3 Ways Financial Advisors Grow Their Practice
Mar 15, 2026
One of the biggest lessons I learned during my career as a financial advisor is this:
Your practice will never grow inside your comfort zone.
When I first entered the financial services industry, like many advisors, I focused on the basics—gather assets, serve clients well, and build relationships. Over time my firm grew, but the real breakthroughs in my career didn’t happen when things were comfortable.
They happened when I was forced to learn something new.
Sometimes that meant adopting new technology. Sometimes it meant learning entirely new investment strategies. Other times it meant stepping into leadership roles that required skills I didn’t yet have.
Looking back, every major leap forward in my business came from leaning into discomfort instead of avoiding it.
Today’s advisors are operating in a rapidly changing environment. Markets move faster. Clients expect more transparency and leadership. Artificial intelligence is reshaping how businesses operate.
Simply accepting change is no longer enough.
The advisors who thrive are the ones who seek out challenges intentionally.
Here are three areas where stepping outside your comfort zone can dramatically grow your practice.
1. Stop Doing Everything Yourself
Early in my career, I believed the best way to ensure quality was to control everything.
Many advisors fall into this trap.
You build the relationships.
You manage the clients.
You handle the investments.
You run the business.
But eventually you discover something important:
Doing everything yourself limits your ability to grow.
At some point I had to learn that building a successful firm meant trusting other people. Delegating responsibility and building a team wasn’t easy at first, but it was necessary.
When advisors embrace team structures, several things happen:
• The practice becomes scalable
• Client service improves
• The firm becomes more sustainable long term
Across the industry, team-based advisory practices consistently outperform solo advisors in asset growth and client retention.
But more importantly, teams allow advisors to focus on what matters most—leading clients through important financial decisions.
2. Embrace Technology Instead of Resisting It
Every generation of advisors faces a technological shift.
Years ago it was computers.
Then it was online trading platforms.
Now it’s artificial intelligence.
Today AI can help advisors:
• Organize information
• Analyze data faster
• Produce client-ready communication
• Eliminate repetitive tasks
At first, learning new technology can feel intimidating. But then you realize something important:
Everyone is learning at the same time.
The firms that thrive aren’t the ones that resist change—they’re the ones that experiment.
History gives us plenty of examples.
Blockbuster stayed comfortable with their existing business model.
Netflix reinvented itself.
The same principle applies to advisory firms today.
The advisors who learn to leverage technology will expand their capabilities dramatically.
The ones who ignore it risk becoming irrelevant.
3. Expand Your Knowledge Beyond Traditional Investments
Clients today are more educated than ever.
High-net-worth investors are asking questions about:
• Alternative investments
• Digital assets
• New trading strategies
• Portfolio protection techniques
Advisors who stay inside the traditional investment playbook risk falling behind.
Stepping outside your comfort zone might mean:
• Studying new asset classes
• Working with specialists
• Learning new portfolio strategies
• Developing deeper market insight
When advisors demonstrate that they are continually learning and evolving, something powerful happens:
Clients trust them more.
They begin to see their advisor not just as a product provider—but as a true strategic partner.
The Real Growth Happens Outside the Comfort Zone
Growth in this industry rarely happens by doing what you've always done.
It happens when you stretch yourself.
When you build a team.
When you adopt new technology.
When you learn new investment approaches.
My advice to advisors is simple:
Identify one area that makes you uncomfortable—and lean into it.
That one decision could change the trajectory of your business.
Because the advisors who grow the most are the ones who refuse to stay comfortable.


▶ **WORK INSTRUCTION**: Sort through the listing below and keep each line with the word "screenshot". Copy those.

▶ **DATA SECTION**:
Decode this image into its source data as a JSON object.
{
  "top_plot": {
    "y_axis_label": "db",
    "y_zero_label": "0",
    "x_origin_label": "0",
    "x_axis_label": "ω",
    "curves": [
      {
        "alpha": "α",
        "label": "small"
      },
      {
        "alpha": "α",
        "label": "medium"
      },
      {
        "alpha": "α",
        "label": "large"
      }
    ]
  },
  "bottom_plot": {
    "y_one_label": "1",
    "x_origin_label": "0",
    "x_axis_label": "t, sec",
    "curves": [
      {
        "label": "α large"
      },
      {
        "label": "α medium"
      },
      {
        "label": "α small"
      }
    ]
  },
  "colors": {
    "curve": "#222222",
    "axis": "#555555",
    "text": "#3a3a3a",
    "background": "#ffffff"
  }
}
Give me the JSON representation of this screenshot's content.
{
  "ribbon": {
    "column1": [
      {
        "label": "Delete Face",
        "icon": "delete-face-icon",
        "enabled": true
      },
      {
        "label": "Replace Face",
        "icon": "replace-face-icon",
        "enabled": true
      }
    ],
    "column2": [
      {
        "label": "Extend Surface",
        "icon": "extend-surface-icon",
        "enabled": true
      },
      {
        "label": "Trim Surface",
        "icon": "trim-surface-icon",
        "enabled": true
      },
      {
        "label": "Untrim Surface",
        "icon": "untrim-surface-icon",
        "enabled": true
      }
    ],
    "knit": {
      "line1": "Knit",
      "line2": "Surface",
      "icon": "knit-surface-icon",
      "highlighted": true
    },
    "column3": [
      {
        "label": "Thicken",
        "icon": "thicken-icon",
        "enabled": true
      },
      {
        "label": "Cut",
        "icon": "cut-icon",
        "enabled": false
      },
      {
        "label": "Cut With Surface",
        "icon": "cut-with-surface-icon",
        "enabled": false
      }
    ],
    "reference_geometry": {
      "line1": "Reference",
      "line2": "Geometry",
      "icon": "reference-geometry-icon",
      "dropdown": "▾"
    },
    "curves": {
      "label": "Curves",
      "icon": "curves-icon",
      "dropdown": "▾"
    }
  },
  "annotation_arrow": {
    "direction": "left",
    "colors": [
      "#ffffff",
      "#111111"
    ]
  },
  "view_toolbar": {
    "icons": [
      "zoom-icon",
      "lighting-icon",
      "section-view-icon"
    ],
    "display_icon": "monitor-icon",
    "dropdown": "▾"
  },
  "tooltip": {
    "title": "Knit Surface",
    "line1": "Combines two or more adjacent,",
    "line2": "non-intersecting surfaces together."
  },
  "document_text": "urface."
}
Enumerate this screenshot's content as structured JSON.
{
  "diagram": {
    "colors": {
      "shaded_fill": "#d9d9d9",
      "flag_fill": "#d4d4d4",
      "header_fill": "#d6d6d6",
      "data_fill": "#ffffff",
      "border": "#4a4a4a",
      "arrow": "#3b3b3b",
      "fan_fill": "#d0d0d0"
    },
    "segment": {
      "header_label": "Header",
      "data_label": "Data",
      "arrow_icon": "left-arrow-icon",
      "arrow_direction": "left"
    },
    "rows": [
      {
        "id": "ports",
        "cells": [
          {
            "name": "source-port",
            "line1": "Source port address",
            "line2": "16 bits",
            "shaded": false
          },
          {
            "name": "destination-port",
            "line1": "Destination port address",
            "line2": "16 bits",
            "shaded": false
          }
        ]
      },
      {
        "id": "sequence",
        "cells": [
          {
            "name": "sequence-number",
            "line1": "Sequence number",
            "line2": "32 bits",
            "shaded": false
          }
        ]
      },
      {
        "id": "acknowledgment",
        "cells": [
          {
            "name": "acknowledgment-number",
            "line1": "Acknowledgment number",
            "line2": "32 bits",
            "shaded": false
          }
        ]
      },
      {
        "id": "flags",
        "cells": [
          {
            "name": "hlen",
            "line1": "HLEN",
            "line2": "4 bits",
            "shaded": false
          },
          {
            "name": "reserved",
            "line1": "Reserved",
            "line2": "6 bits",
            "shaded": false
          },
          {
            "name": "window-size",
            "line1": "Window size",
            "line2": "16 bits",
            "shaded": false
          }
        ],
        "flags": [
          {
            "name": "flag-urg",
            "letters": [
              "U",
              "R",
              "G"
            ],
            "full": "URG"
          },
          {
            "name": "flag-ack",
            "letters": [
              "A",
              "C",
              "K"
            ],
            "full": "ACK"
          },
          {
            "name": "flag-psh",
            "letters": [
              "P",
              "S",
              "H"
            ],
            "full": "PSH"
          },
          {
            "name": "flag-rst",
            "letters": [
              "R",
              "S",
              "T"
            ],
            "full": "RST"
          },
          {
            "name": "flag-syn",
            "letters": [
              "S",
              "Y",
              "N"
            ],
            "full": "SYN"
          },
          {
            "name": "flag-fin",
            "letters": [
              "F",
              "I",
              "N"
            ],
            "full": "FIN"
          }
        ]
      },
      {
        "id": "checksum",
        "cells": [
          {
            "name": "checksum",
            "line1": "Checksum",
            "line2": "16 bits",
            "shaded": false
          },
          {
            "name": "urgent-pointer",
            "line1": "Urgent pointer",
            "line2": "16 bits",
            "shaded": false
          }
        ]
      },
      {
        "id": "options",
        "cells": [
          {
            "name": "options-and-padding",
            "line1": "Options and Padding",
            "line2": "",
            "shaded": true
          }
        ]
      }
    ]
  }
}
--
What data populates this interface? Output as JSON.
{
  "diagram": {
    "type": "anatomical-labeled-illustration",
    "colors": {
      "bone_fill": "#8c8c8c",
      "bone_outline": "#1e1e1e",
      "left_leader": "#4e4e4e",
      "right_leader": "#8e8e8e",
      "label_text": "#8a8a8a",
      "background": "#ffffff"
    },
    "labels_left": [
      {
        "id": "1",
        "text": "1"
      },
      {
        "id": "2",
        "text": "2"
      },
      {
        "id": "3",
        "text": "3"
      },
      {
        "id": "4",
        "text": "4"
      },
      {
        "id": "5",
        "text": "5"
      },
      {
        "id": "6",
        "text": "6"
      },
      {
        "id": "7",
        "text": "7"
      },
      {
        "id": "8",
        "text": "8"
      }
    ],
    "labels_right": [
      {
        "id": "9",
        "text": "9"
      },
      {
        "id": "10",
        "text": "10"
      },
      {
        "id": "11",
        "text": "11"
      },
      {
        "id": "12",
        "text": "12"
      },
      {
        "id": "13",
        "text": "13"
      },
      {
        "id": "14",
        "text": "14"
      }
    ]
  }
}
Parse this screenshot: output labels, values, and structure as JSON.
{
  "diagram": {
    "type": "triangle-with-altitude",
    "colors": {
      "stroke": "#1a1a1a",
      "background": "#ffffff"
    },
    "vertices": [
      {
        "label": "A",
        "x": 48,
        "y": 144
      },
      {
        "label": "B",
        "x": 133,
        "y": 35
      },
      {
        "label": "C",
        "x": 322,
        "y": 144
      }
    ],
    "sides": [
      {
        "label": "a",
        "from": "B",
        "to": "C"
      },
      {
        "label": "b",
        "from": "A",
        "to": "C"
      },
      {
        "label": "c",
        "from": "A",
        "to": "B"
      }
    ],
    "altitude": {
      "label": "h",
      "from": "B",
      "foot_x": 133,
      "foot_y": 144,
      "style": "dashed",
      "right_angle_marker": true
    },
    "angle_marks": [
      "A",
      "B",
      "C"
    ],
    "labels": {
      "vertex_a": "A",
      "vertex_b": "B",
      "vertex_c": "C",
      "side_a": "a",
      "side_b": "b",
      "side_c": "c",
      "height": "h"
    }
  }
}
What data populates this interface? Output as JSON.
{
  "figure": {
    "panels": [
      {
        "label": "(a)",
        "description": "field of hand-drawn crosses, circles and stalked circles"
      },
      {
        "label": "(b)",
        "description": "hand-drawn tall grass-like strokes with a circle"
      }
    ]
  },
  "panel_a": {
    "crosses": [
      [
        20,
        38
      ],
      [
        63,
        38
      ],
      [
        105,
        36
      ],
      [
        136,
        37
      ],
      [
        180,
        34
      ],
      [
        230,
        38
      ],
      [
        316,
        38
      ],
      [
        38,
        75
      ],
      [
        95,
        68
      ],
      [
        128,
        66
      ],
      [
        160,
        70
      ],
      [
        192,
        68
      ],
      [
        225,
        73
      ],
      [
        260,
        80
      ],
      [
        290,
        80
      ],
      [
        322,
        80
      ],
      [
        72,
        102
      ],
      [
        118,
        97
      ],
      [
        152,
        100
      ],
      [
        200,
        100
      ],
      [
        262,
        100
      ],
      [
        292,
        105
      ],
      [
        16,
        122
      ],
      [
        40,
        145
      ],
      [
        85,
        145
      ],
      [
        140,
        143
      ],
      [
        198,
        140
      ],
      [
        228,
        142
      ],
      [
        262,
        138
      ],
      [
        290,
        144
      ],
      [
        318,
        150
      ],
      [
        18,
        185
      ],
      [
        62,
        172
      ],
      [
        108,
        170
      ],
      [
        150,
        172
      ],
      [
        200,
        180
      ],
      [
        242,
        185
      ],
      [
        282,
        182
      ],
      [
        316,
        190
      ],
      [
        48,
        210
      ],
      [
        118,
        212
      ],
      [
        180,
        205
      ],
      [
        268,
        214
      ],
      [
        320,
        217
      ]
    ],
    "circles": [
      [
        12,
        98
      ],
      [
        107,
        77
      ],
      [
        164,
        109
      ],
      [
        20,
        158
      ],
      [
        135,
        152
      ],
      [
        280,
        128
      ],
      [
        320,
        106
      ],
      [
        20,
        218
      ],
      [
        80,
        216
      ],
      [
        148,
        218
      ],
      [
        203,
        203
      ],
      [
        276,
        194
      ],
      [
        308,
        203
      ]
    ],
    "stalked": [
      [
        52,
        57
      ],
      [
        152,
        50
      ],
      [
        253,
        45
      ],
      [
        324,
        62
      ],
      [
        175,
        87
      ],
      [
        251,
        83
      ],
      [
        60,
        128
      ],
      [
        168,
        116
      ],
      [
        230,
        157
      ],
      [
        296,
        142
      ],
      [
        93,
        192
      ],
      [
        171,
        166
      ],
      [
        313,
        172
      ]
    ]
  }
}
...
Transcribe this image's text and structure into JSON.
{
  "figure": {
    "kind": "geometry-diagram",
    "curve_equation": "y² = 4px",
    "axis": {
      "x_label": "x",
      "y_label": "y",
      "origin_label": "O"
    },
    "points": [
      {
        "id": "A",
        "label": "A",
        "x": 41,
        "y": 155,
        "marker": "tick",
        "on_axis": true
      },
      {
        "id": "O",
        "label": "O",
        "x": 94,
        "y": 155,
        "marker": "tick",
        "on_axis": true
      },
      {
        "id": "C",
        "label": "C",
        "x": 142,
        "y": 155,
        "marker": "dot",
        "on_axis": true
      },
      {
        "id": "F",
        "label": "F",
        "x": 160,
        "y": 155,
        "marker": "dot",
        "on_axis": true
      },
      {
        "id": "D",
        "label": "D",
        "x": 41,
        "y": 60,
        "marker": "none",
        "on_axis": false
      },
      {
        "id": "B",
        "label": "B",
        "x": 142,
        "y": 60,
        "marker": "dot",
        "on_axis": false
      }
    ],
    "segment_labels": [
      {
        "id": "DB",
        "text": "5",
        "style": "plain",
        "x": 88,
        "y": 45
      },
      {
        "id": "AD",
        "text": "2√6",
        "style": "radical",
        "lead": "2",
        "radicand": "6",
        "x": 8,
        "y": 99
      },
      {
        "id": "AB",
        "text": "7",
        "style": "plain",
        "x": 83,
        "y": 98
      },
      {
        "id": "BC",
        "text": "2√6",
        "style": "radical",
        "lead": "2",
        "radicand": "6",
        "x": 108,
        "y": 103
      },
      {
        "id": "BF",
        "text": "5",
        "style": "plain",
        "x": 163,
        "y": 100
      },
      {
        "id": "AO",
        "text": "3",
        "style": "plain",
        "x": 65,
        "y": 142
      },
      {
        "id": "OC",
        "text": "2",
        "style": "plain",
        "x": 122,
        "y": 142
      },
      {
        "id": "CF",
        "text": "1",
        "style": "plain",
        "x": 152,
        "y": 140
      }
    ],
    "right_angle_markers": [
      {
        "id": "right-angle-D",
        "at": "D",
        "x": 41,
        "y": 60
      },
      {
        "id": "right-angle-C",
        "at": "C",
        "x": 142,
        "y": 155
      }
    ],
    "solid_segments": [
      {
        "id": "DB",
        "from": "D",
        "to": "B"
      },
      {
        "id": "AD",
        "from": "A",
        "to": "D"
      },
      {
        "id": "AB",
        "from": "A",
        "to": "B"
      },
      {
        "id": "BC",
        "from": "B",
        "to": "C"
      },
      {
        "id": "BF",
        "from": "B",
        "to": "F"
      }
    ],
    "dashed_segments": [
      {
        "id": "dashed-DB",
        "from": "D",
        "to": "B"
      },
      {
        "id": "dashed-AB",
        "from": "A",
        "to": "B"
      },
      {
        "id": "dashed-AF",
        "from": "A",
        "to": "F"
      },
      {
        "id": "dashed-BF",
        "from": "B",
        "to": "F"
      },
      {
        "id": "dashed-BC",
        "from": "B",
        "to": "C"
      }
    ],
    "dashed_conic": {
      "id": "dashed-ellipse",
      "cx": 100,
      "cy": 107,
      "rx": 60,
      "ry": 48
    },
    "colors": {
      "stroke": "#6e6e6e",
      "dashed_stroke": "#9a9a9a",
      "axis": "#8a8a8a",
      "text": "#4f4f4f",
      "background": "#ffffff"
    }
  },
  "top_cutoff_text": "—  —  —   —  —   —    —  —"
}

▶ **COMPLETED TASK**:
Give me the JSON representation of this screenshot's content.
Enumerate this screenshot's content as structured JSON.
Parse this screenshot: output labels, values, and structure as JSON.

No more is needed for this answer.